People of Jamaican coastal town described as storm’s ground zero are traumatised and desperate for help
People of Jamaican coastal town described as storm’s ground zero are traumatised and desperate for help
It is a treacherous journey to Black River, a coastal town in Jamaica’s southwestern parish of St Elizabeth, which this week bore the brunt of Hurricane Melissa, one of the strongest Atlantic hurricanes on record.
Uprooted trees and lamp-posts, rubble from landslides, huge potholes and miles of thick, slippery silt from severe flooding have turned the route into a dangerous obstacle course. But most daunting is the water that you encounter as you pass through communities that overnight have become rivers.
The difficult conditions meant chaos on the roads to Black River on Thursday with vehicles stalling in the water and police and army personnel trying to manage long lines of slow-moving traffic in both directions. And along the way is mind-boggling destruction to buildings and homes, some of which were gutted or packed with debris.
As you get closer to Black River, which has been described as ground zero for the category 5 hurricane’s impact, it becomes clear that almost every house and building has lost its roof. The town centre has been annihilated and now resembles a demolition site.
Among the crumpled buildings and streets filled with zinc sheets from roofs and other dangerous debris are people traumatised, bewildered, grieving and desperate for help. Families with children who appear to be setting up residence in a bus shelter and others scouring the debris for food are indications of an unfolding humanitarian crisis.
Some had come to Black River, the parish capital, from nearby devastated areas hoping to find aid, only to discover a scene of utter devastation.
Speaking through tears, Beverly Stephens, who survived the storm with her son and elderly mother who is unable to walk, asked the Guardian to “tell the world that Jamaica needs help”. Having sought refuge in a room that had a reinforced roof, she said, she and her son spent three hours holding a door that the wind seemed intent on ripping off.
The death toll from the storm, which hit Jamaica, Cuba, Haiti and the Dominican Republic hardest, is thought to be 50 – 19 in Jamaica and 31 in Haiti – and is expected to rise.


WORK REQUEST: Go over the listing below line by line, and return each one holding the string "factors".

INFORMATION:
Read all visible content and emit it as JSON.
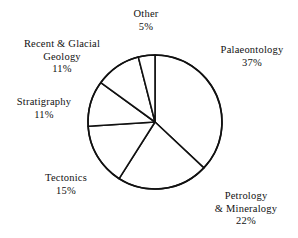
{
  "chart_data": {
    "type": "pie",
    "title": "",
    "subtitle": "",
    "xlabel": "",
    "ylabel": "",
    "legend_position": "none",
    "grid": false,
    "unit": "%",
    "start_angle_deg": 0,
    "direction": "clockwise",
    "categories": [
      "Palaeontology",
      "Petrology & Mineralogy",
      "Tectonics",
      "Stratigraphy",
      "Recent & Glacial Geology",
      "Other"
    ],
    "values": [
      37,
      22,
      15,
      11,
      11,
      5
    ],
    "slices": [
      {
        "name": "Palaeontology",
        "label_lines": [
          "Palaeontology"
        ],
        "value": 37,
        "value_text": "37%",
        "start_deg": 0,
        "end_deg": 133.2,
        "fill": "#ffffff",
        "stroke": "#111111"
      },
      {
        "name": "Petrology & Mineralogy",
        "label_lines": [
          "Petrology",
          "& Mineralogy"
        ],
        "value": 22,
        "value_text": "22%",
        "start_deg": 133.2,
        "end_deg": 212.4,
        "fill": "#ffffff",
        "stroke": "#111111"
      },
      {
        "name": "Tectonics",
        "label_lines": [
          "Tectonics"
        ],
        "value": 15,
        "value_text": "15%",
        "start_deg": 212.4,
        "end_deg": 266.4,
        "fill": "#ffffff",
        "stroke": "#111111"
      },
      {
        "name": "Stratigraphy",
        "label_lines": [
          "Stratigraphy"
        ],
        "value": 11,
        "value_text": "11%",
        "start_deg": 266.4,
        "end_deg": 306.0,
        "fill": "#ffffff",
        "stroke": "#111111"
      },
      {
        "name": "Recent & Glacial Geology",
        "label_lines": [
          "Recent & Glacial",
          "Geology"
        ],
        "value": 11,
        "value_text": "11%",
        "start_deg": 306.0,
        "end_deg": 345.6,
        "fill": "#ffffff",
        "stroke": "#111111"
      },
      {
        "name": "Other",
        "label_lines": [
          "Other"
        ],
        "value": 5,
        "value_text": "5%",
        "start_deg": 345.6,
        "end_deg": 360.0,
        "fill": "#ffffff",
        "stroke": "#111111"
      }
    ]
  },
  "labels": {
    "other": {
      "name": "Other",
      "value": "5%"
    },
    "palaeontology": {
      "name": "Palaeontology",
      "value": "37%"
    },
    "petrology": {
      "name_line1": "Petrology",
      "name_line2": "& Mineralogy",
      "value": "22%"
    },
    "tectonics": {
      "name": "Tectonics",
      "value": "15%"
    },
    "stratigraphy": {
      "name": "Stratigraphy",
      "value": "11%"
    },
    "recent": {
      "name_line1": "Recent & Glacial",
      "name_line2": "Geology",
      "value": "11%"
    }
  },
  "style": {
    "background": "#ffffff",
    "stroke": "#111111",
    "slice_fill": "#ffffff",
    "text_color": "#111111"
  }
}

...

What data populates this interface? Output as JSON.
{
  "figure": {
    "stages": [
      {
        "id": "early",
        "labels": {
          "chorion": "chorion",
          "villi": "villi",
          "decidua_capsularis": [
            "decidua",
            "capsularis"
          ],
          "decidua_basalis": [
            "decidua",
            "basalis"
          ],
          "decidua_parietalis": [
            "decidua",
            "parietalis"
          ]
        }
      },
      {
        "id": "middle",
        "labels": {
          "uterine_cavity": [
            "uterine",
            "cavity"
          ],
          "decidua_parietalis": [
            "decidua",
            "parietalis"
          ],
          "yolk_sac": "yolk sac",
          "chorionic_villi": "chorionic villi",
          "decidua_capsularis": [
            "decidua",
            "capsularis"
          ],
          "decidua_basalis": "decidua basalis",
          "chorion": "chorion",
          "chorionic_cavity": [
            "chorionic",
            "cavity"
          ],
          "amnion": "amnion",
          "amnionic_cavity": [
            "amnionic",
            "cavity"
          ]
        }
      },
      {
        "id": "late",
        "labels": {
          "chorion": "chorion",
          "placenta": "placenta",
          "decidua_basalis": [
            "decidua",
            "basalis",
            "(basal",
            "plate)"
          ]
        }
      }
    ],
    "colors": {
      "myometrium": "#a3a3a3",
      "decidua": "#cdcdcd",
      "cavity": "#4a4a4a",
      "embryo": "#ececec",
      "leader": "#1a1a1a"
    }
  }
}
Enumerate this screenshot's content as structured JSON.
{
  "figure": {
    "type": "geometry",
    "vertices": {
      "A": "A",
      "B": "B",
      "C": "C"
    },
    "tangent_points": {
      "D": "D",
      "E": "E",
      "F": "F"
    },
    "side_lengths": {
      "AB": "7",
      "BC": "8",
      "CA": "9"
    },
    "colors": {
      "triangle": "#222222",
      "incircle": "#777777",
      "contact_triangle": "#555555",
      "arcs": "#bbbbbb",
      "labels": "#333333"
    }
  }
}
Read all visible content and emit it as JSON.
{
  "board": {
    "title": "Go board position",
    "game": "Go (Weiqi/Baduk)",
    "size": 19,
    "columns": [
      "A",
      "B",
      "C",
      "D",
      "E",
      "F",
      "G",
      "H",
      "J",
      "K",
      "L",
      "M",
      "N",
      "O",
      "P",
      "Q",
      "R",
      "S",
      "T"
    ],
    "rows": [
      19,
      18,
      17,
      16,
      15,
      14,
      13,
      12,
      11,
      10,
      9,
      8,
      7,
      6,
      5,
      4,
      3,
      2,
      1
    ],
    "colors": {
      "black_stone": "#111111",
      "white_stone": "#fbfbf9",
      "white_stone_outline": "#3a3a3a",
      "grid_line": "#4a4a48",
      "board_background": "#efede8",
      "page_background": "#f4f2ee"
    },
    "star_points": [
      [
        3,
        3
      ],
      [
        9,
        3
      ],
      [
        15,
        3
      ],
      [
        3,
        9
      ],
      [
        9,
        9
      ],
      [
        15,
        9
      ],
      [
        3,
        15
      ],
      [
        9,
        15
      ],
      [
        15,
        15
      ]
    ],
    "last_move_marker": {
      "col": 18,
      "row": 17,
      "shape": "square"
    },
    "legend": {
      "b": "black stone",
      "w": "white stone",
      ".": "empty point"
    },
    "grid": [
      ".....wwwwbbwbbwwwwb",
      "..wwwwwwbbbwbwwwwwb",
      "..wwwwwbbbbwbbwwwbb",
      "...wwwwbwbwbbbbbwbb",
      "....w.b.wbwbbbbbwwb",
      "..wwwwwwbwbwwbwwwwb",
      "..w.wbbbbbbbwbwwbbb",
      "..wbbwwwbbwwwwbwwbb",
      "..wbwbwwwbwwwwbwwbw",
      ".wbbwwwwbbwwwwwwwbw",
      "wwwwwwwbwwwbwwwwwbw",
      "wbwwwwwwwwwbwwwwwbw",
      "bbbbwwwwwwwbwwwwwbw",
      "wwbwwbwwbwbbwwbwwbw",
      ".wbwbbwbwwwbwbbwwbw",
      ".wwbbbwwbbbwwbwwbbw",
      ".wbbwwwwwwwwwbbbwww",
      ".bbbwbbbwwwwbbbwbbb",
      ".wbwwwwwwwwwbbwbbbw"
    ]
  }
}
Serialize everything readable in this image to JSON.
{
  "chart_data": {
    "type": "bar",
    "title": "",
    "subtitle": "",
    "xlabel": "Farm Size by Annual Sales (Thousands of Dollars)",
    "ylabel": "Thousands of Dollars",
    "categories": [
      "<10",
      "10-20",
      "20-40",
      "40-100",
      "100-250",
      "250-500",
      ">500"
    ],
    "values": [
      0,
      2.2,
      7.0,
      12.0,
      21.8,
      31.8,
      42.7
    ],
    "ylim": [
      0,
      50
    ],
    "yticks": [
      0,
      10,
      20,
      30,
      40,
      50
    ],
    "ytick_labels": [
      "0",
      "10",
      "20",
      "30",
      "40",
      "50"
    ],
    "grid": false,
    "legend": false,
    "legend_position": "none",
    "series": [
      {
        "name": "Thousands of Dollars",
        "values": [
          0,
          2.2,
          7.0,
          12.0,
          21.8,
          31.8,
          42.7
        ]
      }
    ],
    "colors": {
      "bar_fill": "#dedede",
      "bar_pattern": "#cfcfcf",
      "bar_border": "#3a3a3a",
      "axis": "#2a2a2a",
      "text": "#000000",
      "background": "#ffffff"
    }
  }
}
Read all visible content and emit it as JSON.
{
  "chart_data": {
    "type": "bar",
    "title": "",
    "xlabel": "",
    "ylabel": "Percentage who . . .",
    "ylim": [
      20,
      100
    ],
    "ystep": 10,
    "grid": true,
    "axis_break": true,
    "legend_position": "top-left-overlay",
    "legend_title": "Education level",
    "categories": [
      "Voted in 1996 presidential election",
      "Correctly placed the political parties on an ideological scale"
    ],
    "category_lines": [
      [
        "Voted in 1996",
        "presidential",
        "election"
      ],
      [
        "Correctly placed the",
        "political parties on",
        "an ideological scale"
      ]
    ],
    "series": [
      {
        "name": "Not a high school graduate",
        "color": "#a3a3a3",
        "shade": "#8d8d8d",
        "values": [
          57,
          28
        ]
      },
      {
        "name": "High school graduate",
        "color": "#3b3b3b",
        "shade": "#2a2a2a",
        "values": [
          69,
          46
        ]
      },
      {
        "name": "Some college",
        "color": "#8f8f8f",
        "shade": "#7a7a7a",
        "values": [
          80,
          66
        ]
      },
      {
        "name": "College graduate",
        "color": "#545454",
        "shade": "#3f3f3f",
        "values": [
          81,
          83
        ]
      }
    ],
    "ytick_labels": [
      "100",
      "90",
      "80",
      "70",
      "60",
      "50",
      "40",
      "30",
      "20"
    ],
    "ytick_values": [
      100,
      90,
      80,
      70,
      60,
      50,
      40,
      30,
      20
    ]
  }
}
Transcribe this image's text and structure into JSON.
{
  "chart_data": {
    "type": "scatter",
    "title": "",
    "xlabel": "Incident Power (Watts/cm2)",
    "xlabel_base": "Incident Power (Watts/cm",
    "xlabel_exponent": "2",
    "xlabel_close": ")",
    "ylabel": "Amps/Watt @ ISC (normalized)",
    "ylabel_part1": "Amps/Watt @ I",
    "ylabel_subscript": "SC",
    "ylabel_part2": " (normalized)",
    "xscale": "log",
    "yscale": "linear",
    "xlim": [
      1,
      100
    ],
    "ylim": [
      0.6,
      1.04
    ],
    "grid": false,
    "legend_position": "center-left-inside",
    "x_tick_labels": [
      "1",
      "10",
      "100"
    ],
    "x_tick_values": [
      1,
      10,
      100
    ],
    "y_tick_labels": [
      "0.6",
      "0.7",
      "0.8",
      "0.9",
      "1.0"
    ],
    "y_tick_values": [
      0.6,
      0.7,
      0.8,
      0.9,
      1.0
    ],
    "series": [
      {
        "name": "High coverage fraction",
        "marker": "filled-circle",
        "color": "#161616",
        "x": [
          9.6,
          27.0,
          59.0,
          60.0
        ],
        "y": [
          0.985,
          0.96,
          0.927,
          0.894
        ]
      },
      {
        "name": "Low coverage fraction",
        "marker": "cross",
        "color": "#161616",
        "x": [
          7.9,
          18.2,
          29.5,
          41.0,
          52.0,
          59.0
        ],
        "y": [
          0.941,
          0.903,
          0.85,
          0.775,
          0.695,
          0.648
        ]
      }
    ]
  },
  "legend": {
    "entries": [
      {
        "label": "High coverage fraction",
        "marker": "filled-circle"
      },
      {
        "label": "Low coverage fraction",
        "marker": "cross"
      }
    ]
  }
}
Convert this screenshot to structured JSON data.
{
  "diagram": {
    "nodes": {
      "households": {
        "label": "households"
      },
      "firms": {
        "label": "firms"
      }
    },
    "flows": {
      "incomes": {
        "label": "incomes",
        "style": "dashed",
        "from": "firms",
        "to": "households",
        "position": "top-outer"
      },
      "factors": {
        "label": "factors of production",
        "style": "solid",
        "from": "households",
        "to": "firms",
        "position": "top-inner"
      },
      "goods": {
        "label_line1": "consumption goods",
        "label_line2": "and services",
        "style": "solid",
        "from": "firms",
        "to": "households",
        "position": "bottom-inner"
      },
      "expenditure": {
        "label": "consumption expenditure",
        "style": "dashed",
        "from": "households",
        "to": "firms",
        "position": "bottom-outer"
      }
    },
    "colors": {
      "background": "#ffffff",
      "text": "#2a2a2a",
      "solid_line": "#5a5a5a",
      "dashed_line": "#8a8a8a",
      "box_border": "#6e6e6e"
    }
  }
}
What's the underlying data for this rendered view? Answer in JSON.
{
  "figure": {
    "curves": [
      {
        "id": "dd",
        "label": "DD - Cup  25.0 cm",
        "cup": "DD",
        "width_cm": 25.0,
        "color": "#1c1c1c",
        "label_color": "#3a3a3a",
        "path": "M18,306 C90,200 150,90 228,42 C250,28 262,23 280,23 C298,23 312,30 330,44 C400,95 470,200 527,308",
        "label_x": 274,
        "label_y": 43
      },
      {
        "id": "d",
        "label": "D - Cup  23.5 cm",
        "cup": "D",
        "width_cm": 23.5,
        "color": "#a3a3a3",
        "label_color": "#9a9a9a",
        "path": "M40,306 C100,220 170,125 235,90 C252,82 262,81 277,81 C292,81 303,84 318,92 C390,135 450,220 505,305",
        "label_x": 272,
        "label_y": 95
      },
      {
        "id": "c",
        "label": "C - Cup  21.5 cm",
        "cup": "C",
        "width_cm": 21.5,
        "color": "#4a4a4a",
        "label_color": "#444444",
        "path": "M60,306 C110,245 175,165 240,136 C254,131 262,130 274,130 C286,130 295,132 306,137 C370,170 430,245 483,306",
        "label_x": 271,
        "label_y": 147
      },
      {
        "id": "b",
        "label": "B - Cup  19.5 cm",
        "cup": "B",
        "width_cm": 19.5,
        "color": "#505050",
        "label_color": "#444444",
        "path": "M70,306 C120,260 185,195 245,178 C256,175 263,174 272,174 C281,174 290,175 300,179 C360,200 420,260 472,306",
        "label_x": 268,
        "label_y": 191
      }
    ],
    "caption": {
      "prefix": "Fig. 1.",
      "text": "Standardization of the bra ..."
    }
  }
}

SOLUTION TO THIS EXERCISE:
      "factors": {
        "label": "factors of production",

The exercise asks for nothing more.